§ INFORMATION:

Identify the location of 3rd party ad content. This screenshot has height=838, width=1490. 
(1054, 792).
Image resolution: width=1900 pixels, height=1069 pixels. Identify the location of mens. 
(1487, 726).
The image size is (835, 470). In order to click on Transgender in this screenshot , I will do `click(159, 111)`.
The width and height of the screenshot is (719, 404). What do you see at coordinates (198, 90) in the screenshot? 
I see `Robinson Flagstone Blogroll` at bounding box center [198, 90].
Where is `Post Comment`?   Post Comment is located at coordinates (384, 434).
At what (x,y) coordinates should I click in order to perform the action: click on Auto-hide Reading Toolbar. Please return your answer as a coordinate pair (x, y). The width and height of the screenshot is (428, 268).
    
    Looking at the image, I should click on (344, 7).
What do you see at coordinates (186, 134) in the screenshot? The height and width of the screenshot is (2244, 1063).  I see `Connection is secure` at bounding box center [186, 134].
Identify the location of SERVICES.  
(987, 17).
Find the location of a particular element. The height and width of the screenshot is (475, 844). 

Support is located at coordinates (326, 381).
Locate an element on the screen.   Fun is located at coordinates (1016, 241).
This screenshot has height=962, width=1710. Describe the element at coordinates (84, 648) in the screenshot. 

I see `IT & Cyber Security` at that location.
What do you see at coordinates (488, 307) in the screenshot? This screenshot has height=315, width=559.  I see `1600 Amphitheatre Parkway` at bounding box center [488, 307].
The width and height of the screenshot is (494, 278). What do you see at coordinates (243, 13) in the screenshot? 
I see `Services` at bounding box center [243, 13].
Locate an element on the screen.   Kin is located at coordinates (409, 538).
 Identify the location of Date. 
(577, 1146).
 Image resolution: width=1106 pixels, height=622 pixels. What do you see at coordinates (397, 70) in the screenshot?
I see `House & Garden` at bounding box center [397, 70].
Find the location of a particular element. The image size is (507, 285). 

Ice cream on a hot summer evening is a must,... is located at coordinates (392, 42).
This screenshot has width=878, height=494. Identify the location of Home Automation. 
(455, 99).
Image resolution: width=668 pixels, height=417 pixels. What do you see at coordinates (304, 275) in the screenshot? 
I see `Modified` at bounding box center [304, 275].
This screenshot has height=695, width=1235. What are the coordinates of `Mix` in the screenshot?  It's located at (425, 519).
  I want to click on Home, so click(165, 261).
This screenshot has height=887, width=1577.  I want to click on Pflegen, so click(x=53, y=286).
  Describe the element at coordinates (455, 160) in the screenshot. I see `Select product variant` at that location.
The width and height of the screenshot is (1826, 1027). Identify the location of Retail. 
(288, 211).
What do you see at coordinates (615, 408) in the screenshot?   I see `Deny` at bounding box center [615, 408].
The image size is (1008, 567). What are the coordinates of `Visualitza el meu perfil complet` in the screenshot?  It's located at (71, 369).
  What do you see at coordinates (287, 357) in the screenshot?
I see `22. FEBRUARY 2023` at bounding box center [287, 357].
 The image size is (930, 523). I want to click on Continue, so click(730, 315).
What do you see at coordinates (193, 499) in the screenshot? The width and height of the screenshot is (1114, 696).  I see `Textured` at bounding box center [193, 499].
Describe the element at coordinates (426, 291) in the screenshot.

§ EXERCISE DIRECTIONS:
What you should produce is an exact restatement of all the material.

§ EXPECTED ANSWER:
Identify the location of 3rd party ad content. This screenshot has height=838, width=1490. 
(1054, 792).
Image resolution: width=1900 pixels, height=1069 pixels. Identify the location of mens. 
(1487, 726).
The image size is (835, 470). In order to click on Transgender in this screenshot , I will do `click(159, 111)`.
The width and height of the screenshot is (719, 404). What do you see at coordinates (198, 90) in the screenshot? 
I see `Robinson Flagstone Blogroll` at bounding box center [198, 90].
Where is `Post Comment`?   Post Comment is located at coordinates (384, 434).
At what (x,y) coordinates should I click in order to perform the action: click on Auto-hide Reading Toolbar. Please return your answer as a coordinate pair (x, y). The width and height of the screenshot is (428, 268).
    
    Looking at the image, I should click on (344, 7).
What do you see at coordinates (186, 134) in the screenshot? The height and width of the screenshot is (2244, 1063).  I see `Connection is secure` at bounding box center [186, 134].
Identify the location of SERVICES.  
(987, 17).
Find the location of a particular element. The height and width of the screenshot is (475, 844). 

Support is located at coordinates (326, 381).
Locate an element on the screen.   Fun is located at coordinates (1016, 241).
This screenshot has height=962, width=1710. Describe the element at coordinates (84, 648) in the screenshot. 

I see `IT & Cyber Security` at that location.
What do you see at coordinates (488, 307) in the screenshot? This screenshot has height=315, width=559.  I see `1600 Amphitheatre Parkway` at bounding box center [488, 307].
The width and height of the screenshot is (494, 278). What do you see at coordinates (243, 13) in the screenshot? 
I see `Services` at bounding box center [243, 13].
Locate an element on the screen.   Kin is located at coordinates (409, 538).
 Identify the location of Date. 
(577, 1146).
 Image resolution: width=1106 pixels, height=622 pixels. What do you see at coordinates (397, 70) in the screenshot?
I see `House & Garden` at bounding box center [397, 70].
Find the location of a particular element. The image size is (507, 285). 

Ice cream on a hot summer evening is a must,... is located at coordinates (392, 42).
This screenshot has width=878, height=494. Identify the location of Home Automation. 
(455, 99).
Image resolution: width=668 pixels, height=417 pixels. What do you see at coordinates (304, 275) in the screenshot? 
I see `Modified` at bounding box center [304, 275].
This screenshot has height=695, width=1235. What are the coordinates of `Mix` in the screenshot?  It's located at (425, 519).
  I want to click on Home, so click(165, 261).
This screenshot has height=887, width=1577.  I want to click on Pflegen, so click(x=53, y=286).
  Describe the element at coordinates (455, 160) in the screenshot. I see `Select product variant` at that location.
The width and height of the screenshot is (1826, 1027). Identify the location of Retail. 
(288, 211).
What do you see at coordinates (615, 408) in the screenshot?   I see `Deny` at bounding box center [615, 408].
The image size is (1008, 567). What are the coordinates of `Visualitza el meu perfil complet` in the screenshot?  It's located at (71, 369).
  What do you see at coordinates (287, 357) in the screenshot?
I see `22. FEBRUARY 2023` at bounding box center [287, 357].
 The image size is (930, 523). I want to click on Continue, so click(730, 315).
What do you see at coordinates (193, 499) in the screenshot? The width and height of the screenshot is (1114, 696).  I see `Textured` at bounding box center [193, 499].
Describe the element at coordinates (426, 291) in the screenshot.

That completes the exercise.